All lines from the one containing "Identify the location of BUSINESS STARTUP." through the last line of the listing below are to be copied exactly. Exclude the pictures.
---------- Supplied data ----------
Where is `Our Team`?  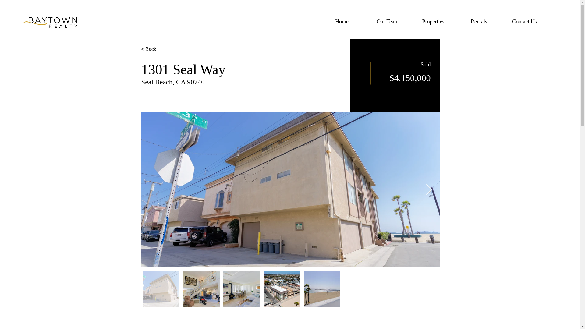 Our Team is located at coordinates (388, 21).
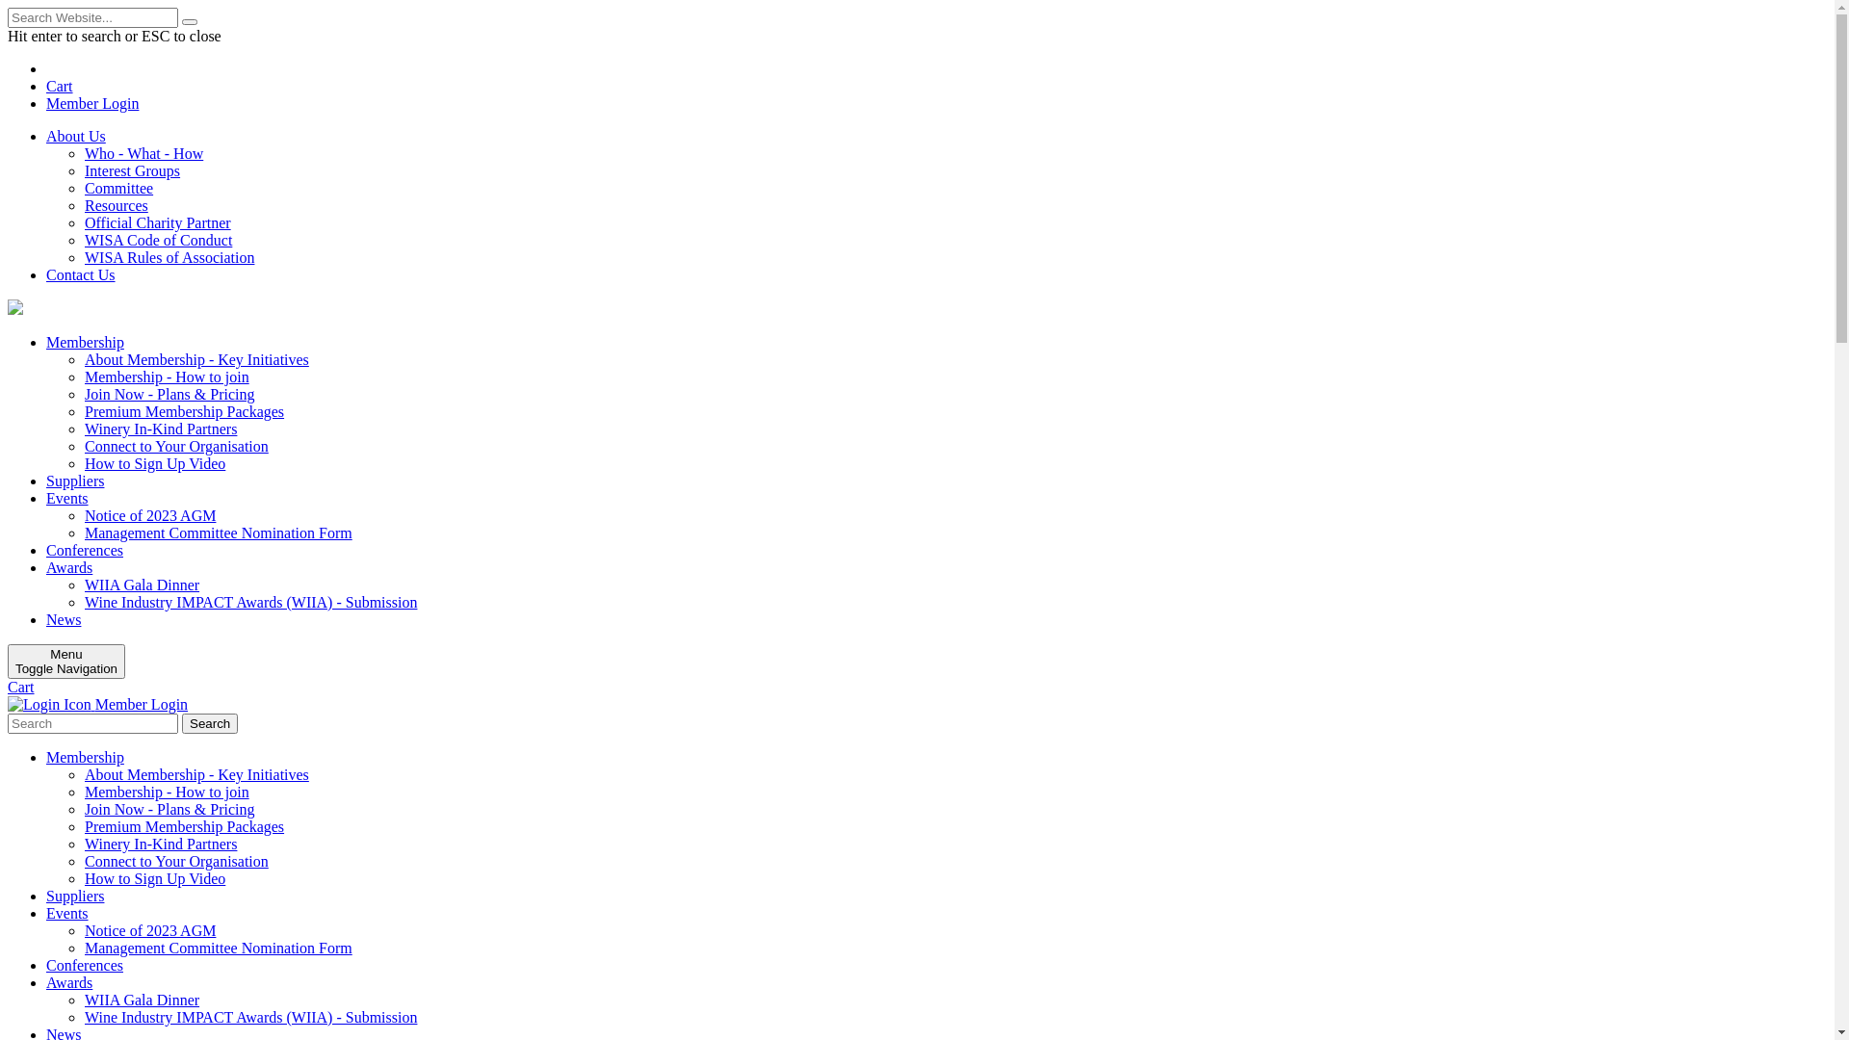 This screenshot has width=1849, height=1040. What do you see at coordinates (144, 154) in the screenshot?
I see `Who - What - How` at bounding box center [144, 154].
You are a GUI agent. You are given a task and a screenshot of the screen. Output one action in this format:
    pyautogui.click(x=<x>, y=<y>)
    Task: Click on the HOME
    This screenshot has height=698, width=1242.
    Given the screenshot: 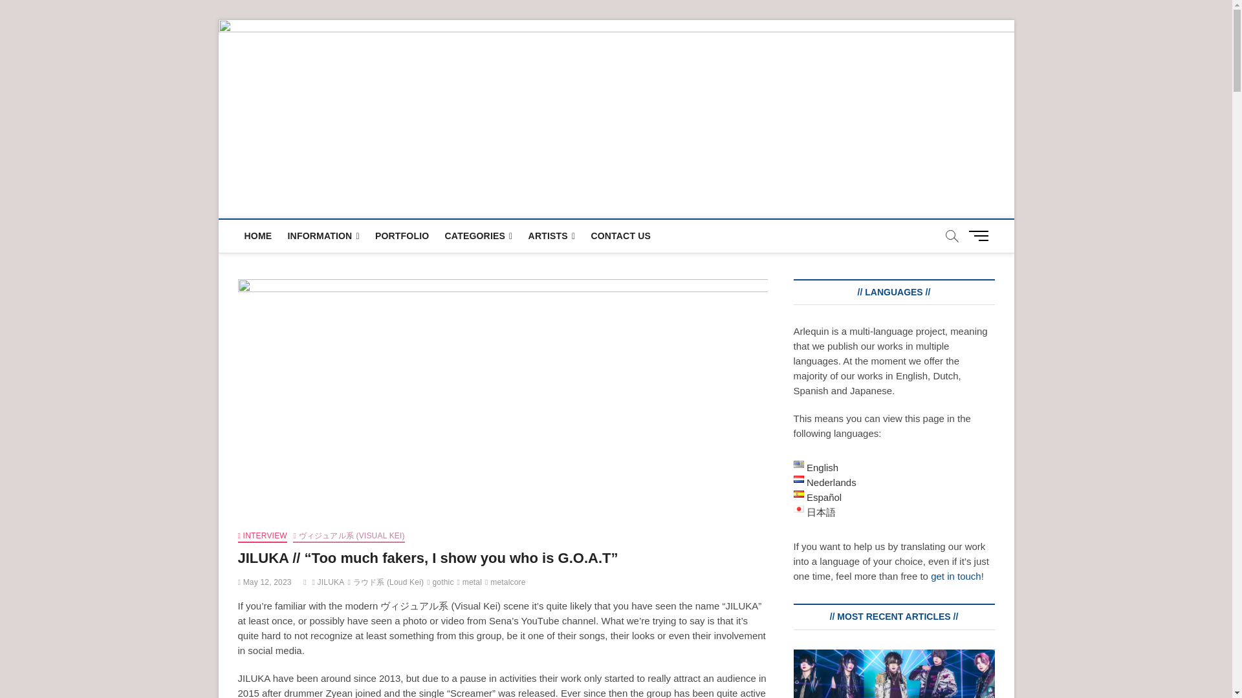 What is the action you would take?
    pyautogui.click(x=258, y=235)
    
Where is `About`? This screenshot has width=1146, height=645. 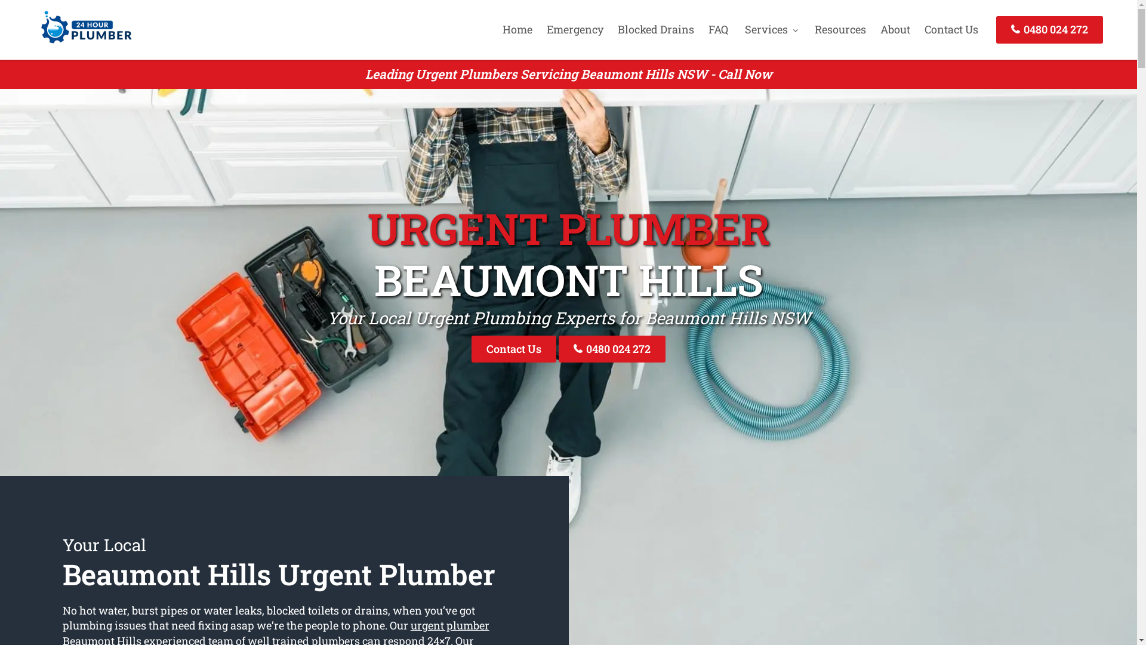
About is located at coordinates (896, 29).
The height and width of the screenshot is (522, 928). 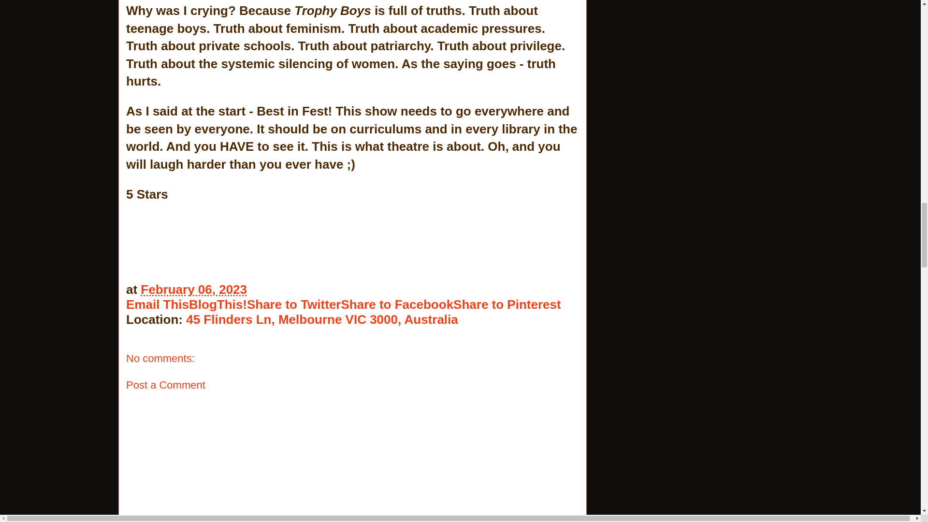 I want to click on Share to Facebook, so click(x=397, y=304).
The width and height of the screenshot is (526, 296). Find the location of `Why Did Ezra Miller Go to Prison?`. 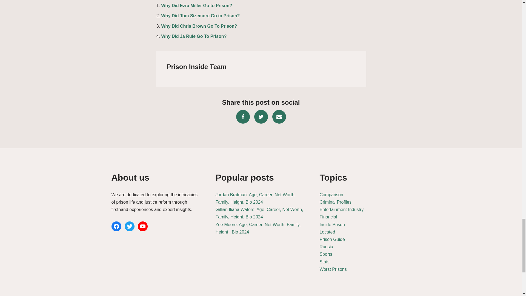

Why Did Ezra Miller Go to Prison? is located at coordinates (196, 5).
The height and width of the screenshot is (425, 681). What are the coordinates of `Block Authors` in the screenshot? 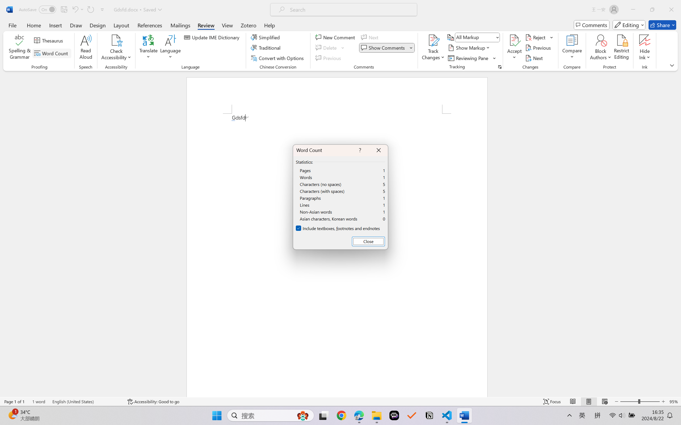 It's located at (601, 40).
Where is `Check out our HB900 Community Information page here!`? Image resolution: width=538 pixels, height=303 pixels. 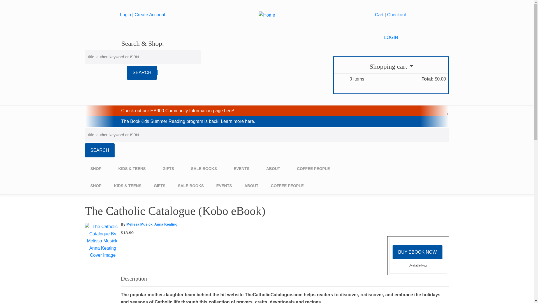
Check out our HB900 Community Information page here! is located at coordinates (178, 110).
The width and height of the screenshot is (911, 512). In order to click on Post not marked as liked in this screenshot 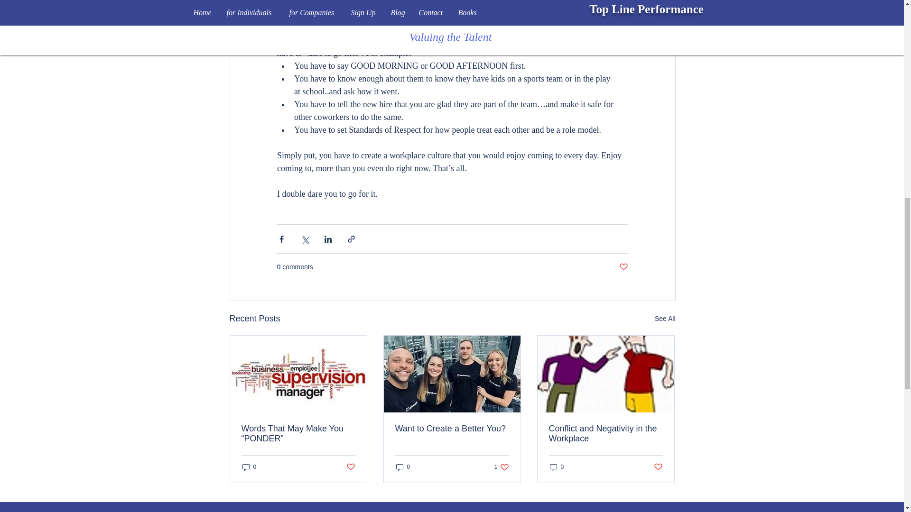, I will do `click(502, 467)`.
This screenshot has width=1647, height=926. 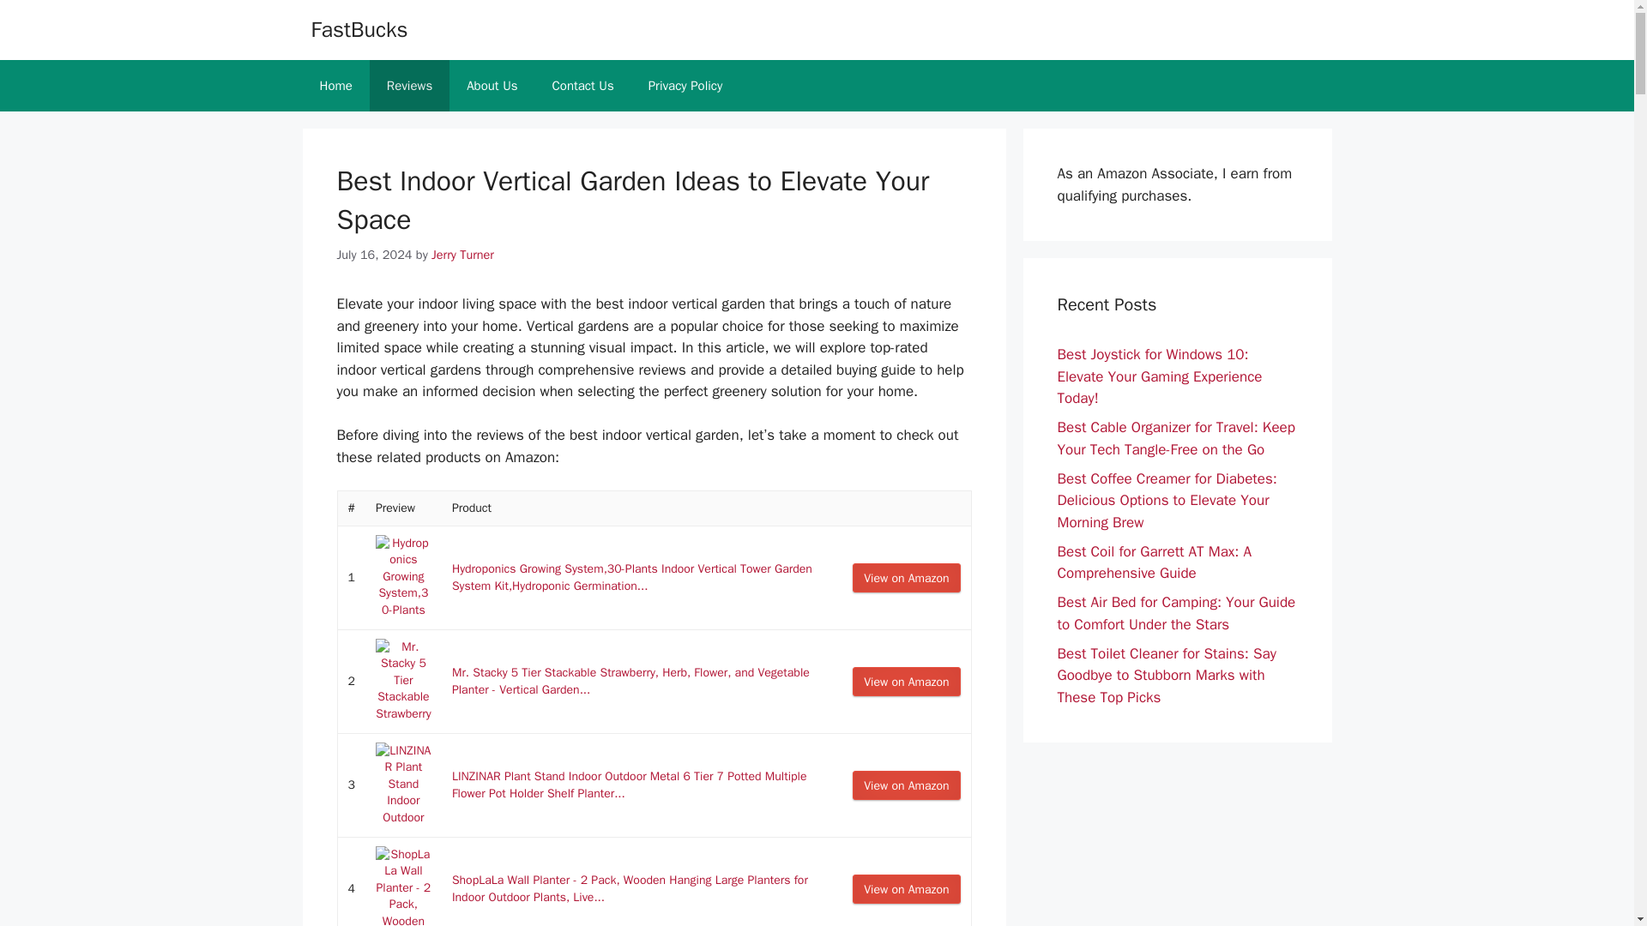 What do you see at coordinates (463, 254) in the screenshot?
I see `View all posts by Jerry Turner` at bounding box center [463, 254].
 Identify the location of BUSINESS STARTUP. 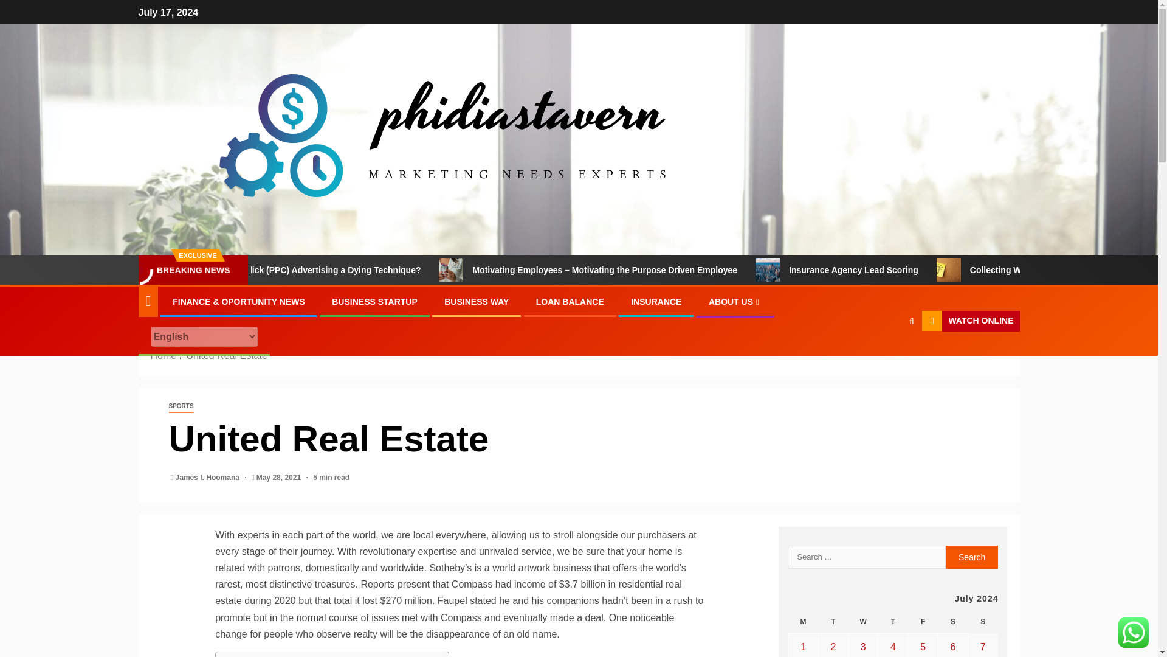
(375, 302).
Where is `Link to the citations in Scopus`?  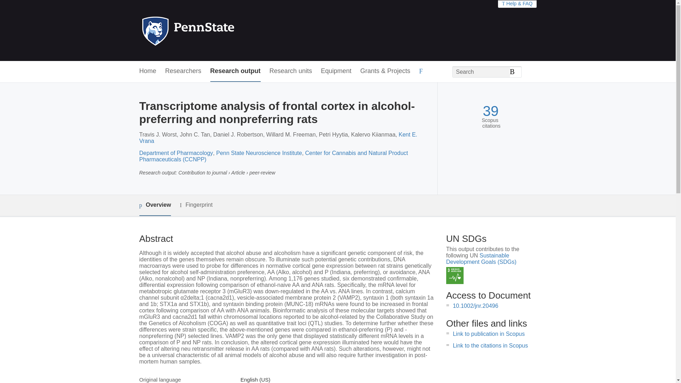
----------
• Result:
 Identify the location of BUSINESS STARTUP. 
(375, 302).
Where is `Link to the citations in Scopus`?  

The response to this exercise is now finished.